Once every year or two, it becomes apparent that a Certificate Authority -- a company with the power to say that a website is who they say they are and you should be able to make https connections to it without scary warnings -- might be up to something shady and maybe doesn't deserve to be one of the ultimate sources of trust.
There's a public mailing list, dev-security-policy@mozilla.org, where the major browser developers decide whether they should keep trusting a CA. And sometimes it's fun to watch the results. Sometimes the CA in question takes a hostile stance of "whatever nerds, what are you gonna do, shut us down?" and then the nerds shut them down. Turns out it's hard to sell certificates that web browsers don't trust.
I had my attention drawn to the TrustCor saga because GitHub Dependabot won't shut up about it. Every time I push anything that might involve a certificate, it tells me about the grave danger I might be in if I trust TrustCor, and gives me a helpful link to the shit that went down [https://groups.google.com/a/mozilla.org/g/dev-security-policy/c/oxX69KFvsm4].
The beginning of the story seems to be that a journalist was investigating spyware in mobile apps, and finding the companies that seemed to be ultimately responsible for creating them. There was evidence [https://www.techtarget.com/searchsecurity/news/252527174/TrustCor-under-fire-over-certificate-authority-concerns] that one such company was TrustCor, one of the certificate authorities that used to be trusted by every web browser.
In particular, TrustCor had put a mobile app on the Google App Store that contained one such spyware package, Measurement Systems. It was the only unobfuscated version of the package anyone had ever seen, implying that they didn't just license it from some other company, and it seemed that something in the code phoned home to a server at TrustCor.
So that led to some questions. These questions weren't initially "should TrustCor shut down as a CA", because none of this was strictly about certificates.

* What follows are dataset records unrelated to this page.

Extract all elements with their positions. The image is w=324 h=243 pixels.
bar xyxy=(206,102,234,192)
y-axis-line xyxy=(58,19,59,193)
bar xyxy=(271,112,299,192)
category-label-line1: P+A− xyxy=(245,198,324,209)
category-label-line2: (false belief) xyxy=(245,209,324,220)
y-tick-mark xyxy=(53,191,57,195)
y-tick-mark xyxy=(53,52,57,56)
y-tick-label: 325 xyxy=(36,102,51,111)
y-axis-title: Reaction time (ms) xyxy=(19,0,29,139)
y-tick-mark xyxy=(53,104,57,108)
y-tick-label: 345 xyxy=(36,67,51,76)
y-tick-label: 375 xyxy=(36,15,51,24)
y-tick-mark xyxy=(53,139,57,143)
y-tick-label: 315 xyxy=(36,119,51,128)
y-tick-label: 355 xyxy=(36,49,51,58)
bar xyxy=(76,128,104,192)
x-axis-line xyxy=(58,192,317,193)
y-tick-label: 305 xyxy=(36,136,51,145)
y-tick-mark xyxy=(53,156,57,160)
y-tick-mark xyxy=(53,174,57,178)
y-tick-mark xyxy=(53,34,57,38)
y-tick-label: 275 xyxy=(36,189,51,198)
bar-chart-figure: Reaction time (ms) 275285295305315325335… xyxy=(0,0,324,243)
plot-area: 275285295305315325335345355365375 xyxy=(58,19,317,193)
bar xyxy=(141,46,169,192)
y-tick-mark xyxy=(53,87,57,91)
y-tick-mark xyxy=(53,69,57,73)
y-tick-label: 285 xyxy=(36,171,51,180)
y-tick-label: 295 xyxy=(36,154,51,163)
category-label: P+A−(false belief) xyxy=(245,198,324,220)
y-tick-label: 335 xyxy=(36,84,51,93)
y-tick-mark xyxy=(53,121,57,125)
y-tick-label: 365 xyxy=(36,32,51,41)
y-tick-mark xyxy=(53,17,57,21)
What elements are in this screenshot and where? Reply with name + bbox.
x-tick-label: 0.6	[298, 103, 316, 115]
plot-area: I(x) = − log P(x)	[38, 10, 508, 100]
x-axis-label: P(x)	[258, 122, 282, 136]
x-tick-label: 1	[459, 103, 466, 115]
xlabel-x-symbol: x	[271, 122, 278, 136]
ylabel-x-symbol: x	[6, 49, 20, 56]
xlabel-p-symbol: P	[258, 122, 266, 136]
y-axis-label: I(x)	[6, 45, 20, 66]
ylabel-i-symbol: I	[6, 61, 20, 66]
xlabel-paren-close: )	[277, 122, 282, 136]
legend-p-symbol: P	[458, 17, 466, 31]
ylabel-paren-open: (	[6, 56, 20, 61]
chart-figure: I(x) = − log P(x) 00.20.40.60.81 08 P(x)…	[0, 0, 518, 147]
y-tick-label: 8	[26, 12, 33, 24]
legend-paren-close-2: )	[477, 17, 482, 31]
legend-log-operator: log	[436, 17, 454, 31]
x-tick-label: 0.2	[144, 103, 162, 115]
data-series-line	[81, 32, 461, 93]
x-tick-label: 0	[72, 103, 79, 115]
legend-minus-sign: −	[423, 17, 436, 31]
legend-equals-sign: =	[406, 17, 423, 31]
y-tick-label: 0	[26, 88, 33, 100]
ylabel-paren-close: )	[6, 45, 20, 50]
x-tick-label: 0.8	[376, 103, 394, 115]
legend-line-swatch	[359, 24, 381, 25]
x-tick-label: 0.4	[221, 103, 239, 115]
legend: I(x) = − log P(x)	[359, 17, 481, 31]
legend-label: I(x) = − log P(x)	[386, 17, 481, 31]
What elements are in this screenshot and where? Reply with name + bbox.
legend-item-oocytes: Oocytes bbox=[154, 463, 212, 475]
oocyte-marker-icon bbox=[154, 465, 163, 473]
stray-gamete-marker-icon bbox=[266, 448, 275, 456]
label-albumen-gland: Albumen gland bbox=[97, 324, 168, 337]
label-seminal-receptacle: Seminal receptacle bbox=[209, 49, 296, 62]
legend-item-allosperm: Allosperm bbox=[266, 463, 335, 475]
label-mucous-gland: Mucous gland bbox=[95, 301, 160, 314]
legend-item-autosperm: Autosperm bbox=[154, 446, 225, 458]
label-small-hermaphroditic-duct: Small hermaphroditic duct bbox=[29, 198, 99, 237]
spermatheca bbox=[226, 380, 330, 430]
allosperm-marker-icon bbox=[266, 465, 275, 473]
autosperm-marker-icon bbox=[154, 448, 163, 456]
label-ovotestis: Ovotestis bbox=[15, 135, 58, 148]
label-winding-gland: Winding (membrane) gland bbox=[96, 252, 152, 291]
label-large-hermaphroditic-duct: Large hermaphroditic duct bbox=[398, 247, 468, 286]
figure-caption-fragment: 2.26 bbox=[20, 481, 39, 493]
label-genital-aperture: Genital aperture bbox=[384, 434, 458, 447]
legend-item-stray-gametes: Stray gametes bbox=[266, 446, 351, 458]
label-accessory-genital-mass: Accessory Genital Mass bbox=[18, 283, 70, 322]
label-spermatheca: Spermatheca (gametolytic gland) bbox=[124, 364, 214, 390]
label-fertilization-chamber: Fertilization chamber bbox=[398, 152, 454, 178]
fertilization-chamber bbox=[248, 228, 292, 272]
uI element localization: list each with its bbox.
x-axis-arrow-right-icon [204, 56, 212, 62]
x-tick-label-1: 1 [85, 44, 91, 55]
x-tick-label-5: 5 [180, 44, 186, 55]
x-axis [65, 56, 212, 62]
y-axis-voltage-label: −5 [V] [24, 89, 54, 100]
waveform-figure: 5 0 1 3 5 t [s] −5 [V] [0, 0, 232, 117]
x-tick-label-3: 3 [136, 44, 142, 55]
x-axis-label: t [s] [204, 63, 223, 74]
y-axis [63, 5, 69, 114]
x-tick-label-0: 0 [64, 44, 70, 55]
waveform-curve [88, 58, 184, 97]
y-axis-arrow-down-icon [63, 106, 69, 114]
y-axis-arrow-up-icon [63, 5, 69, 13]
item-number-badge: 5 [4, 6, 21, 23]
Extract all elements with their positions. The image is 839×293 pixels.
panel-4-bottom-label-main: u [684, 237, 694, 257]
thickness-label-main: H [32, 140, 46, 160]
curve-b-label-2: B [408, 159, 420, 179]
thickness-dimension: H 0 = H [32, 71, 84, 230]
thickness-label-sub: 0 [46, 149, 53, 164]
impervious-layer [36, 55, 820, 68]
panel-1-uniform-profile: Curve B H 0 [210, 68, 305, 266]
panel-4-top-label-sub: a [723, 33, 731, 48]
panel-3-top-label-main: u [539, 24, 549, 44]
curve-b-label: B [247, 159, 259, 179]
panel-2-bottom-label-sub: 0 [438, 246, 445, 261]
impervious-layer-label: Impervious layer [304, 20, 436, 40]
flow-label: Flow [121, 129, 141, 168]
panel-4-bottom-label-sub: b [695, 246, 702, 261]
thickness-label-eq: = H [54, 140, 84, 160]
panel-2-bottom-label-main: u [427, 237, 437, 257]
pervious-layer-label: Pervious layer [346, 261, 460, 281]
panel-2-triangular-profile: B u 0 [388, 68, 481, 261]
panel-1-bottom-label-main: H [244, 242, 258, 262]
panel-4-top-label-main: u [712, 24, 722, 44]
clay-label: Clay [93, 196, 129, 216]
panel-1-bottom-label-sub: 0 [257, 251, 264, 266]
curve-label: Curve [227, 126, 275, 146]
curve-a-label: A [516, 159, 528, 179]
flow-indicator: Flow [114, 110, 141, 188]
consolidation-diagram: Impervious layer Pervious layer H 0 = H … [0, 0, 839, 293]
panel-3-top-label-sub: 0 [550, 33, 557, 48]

I'm sure TrustCor's VP of operations had a lot of ways to respond to this, but here are some of the responses she chose:
* Measurement Systems isn't the same company as us
* And anyway that was a single rogue developer
* And anyway that was a beta version of an app that we withdrew
* What did you expect us to do, use an ineffective old analytics package like Firebase, or use the powerful, beautiful, sexy analytics from Measurement Systems? Who are not us by the way
* You're a bunch of ignorant meddlers who don't know anything about the CA business
* You're after us because we make an encrypted e-mail product and you secretly work for the US government and want to shut us down
* Your claims are false and you can't prove anything
If you read enough of the thread, it's clear that not every accusation against TrustCor was true, and it's hard to tell what the truth really was. But also it doesn't matter, because once TrustCor had written the open letter [https://trustcor.com/static/falseclaimsandmedia.txt] saying
> It is filled with ridiculous, false claims and out-of-context statements twisted to fulfill a baseless prophecy imagined by a group of researchers who are more concerned with enriching themselves and their company than they are with Internet security.
their fate was sealed.
The conclusion on the mailing list was roughly: look, we're not here to find you guilty in a court of law, we're here to decide whether we trust you, and after all that we definitely don't. Your certificates get yeeted out of browsers at the end of November, have fun.

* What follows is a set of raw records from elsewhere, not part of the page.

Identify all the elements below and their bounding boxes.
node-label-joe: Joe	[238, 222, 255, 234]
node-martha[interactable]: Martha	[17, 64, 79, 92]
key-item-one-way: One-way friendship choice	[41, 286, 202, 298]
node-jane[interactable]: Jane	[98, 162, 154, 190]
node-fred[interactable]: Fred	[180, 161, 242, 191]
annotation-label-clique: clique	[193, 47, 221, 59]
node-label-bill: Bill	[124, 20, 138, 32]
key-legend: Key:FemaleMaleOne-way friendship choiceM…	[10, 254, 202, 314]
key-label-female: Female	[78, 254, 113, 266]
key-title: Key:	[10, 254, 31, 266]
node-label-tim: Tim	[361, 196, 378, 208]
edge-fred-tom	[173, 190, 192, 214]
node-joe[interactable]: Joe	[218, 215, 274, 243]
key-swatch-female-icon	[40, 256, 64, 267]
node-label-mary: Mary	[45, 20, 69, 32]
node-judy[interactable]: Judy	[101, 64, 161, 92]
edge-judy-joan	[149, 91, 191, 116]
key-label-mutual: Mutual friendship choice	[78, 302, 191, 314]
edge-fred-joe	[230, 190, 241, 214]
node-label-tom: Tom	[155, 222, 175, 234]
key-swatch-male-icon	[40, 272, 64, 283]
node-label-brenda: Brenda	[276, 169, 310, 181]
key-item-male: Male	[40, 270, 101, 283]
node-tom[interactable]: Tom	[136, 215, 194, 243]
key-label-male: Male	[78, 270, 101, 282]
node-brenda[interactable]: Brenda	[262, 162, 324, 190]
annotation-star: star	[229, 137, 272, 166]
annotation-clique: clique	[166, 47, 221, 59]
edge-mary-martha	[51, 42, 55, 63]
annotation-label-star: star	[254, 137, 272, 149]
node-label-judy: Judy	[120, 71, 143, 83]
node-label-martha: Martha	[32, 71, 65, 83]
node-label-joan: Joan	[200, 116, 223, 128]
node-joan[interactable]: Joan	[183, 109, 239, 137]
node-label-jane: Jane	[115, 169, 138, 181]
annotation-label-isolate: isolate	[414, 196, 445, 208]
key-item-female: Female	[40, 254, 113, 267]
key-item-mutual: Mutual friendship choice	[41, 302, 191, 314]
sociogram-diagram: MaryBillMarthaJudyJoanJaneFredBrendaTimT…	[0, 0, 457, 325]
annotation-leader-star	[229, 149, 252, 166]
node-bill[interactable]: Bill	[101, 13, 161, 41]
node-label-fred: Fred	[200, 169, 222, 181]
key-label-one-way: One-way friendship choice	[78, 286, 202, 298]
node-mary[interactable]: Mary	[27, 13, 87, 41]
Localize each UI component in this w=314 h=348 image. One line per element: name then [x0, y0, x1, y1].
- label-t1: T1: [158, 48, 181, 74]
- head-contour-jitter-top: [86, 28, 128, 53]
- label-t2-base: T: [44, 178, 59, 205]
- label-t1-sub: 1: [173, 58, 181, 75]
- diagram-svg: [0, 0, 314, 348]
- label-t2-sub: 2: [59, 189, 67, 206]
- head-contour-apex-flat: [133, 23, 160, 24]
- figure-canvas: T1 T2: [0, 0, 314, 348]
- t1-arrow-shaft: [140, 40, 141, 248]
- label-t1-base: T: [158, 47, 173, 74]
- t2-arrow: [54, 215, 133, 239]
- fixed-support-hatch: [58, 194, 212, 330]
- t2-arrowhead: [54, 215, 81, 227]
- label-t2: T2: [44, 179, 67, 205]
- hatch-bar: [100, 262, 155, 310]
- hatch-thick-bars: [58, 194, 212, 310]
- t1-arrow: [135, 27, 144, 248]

And just to make the point, they did what they could to make every other software developer know not to trust TrustCor either. They put "trusting TrustCor" into the big database of software vulnerabilities. Again, that's why I heard about it. Because now pushing code to GitHub that might still accept a TrustCor certificate, if it saw one, is a Moderate Severity Vulnerability.

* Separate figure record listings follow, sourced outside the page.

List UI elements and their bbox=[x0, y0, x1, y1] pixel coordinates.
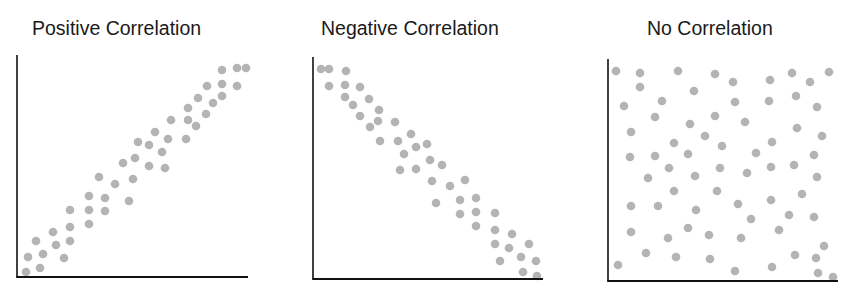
data-point bbox=[820, 242, 829, 251]
data-point bbox=[366, 123, 375, 132]
data-point bbox=[376, 137, 385, 146]
data-point bbox=[505, 244, 514, 253]
data-point bbox=[39, 250, 48, 259]
data-point bbox=[325, 65, 334, 74]
data-point bbox=[119, 159, 128, 168]
no-correlation-chart bbox=[607, 59, 838, 281]
data-point bbox=[158, 148, 167, 157]
data-point bbox=[342, 67, 351, 76]
data-point bbox=[365, 95, 374, 104]
data-point bbox=[701, 132, 710, 141]
data-point bbox=[711, 112, 720, 121]
data-point bbox=[684, 150, 693, 159]
data-point bbox=[101, 194, 110, 203]
data-point bbox=[636, 69, 645, 78]
data-point bbox=[670, 187, 679, 196]
data-point bbox=[810, 151, 819, 160]
data-point bbox=[341, 93, 350, 102]
data-point bbox=[218, 92, 227, 101]
data-point bbox=[813, 103, 822, 112]
data-point bbox=[752, 149, 761, 158]
data-point bbox=[129, 175, 138, 184]
data-point bbox=[24, 253, 33, 262]
data-point bbox=[674, 67, 683, 76]
data-point bbox=[325, 82, 334, 91]
data-point bbox=[665, 164, 674, 173]
scatter-plots bbox=[0, 0, 859, 289]
data-point bbox=[461, 176, 470, 185]
data-point bbox=[768, 263, 777, 272]
data-point bbox=[145, 162, 154, 171]
data-point bbox=[525, 240, 534, 249]
data-point bbox=[636, 83, 645, 92]
data-point bbox=[423, 140, 432, 149]
data-point bbox=[519, 268, 528, 277]
data-point bbox=[167, 116, 176, 125]
data-point bbox=[627, 128, 636, 137]
data-point bbox=[651, 152, 660, 161]
data-point bbox=[134, 138, 143, 147]
data-point bbox=[472, 222, 481, 231]
data-point bbox=[706, 255, 715, 264]
data-point bbox=[151, 128, 160, 137]
data-point bbox=[145, 141, 154, 150]
data-point bbox=[218, 66, 227, 75]
data-point bbox=[472, 208, 481, 217]
data-point bbox=[85, 192, 94, 201]
data-point bbox=[684, 224, 693, 233]
data-point bbox=[396, 166, 405, 175]
data-point bbox=[517, 253, 526, 262]
data-point bbox=[814, 269, 823, 278]
data-point bbox=[612, 67, 621, 76]
data-point bbox=[491, 226, 500, 235]
data-point bbox=[767, 163, 776, 172]
negative-correlation-chart bbox=[312, 57, 543, 280]
data-point bbox=[182, 135, 191, 144]
data-point bbox=[375, 106, 384, 115]
data-point bbox=[426, 156, 435, 165]
data-point bbox=[125, 197, 134, 206]
data-point bbox=[161, 164, 170, 173]
data-point bbox=[184, 116, 193, 125]
data-point bbox=[66, 223, 75, 232]
data-point bbox=[614, 261, 623, 270]
data-point bbox=[85, 206, 94, 215]
data-point bbox=[472, 194, 481, 203]
data-point bbox=[788, 69, 797, 78]
data-point bbox=[60, 254, 69, 263]
data-point bbox=[813, 173, 822, 182]
data-point bbox=[747, 215, 756, 224]
data-point bbox=[438, 161, 447, 170]
data-point bbox=[374, 117, 383, 126]
data-point bbox=[793, 124, 802, 133]
data-point bbox=[192, 122, 201, 131]
data-point bbox=[711, 70, 720, 79]
data-point bbox=[716, 164, 725, 173]
data-point bbox=[233, 64, 242, 73]
data-point bbox=[407, 130, 416, 139]
data-point bbox=[791, 251, 800, 260]
data-point bbox=[731, 98, 740, 107]
data-point bbox=[242, 64, 251, 73]
data-point bbox=[233, 82, 242, 91]
data-point bbox=[658, 97, 667, 106]
data-point bbox=[446, 182, 455, 191]
data-point bbox=[792, 92, 801, 101]
data-point bbox=[164, 135, 173, 144]
data-point bbox=[767, 196, 776, 205]
data-point bbox=[713, 187, 722, 196]
data-point bbox=[95, 173, 104, 182]
data-point bbox=[456, 196, 465, 205]
data-point bbox=[101, 207, 110, 216]
data-point bbox=[651, 113, 660, 122]
data-point bbox=[456, 210, 465, 219]
data-point bbox=[818, 132, 827, 141]
data-point bbox=[810, 213, 819, 222]
data-point bbox=[806, 78, 815, 87]
data-point bbox=[785, 211, 794, 220]
data-point bbox=[775, 226, 784, 235]
data-point bbox=[356, 112, 365, 121]
data-point bbox=[412, 165, 421, 174]
data-point bbox=[664, 234, 673, 243]
data-point bbox=[391, 118, 400, 127]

What's funny to me is that the TrustCor VP seems like she was almost on the right track. If she really wanted to win the moral high ground at all costs, instead of accusing people of secretly working for the government, she could have pointed out that most of the people on that mailing list work either for or with Google. The world's largest ad company. The company that tracks everyone on 90% of web sites via Google Analytics. The company that also distributes spyware, because they don't check what their ad customers are doing very well and let them run random JavaScript on random web pages. The certificate authority whose company is, in absolute terms, up to more shady shit than any other CA.
Saying that would have gotten her company destroyed even faster, but I think she would have been right.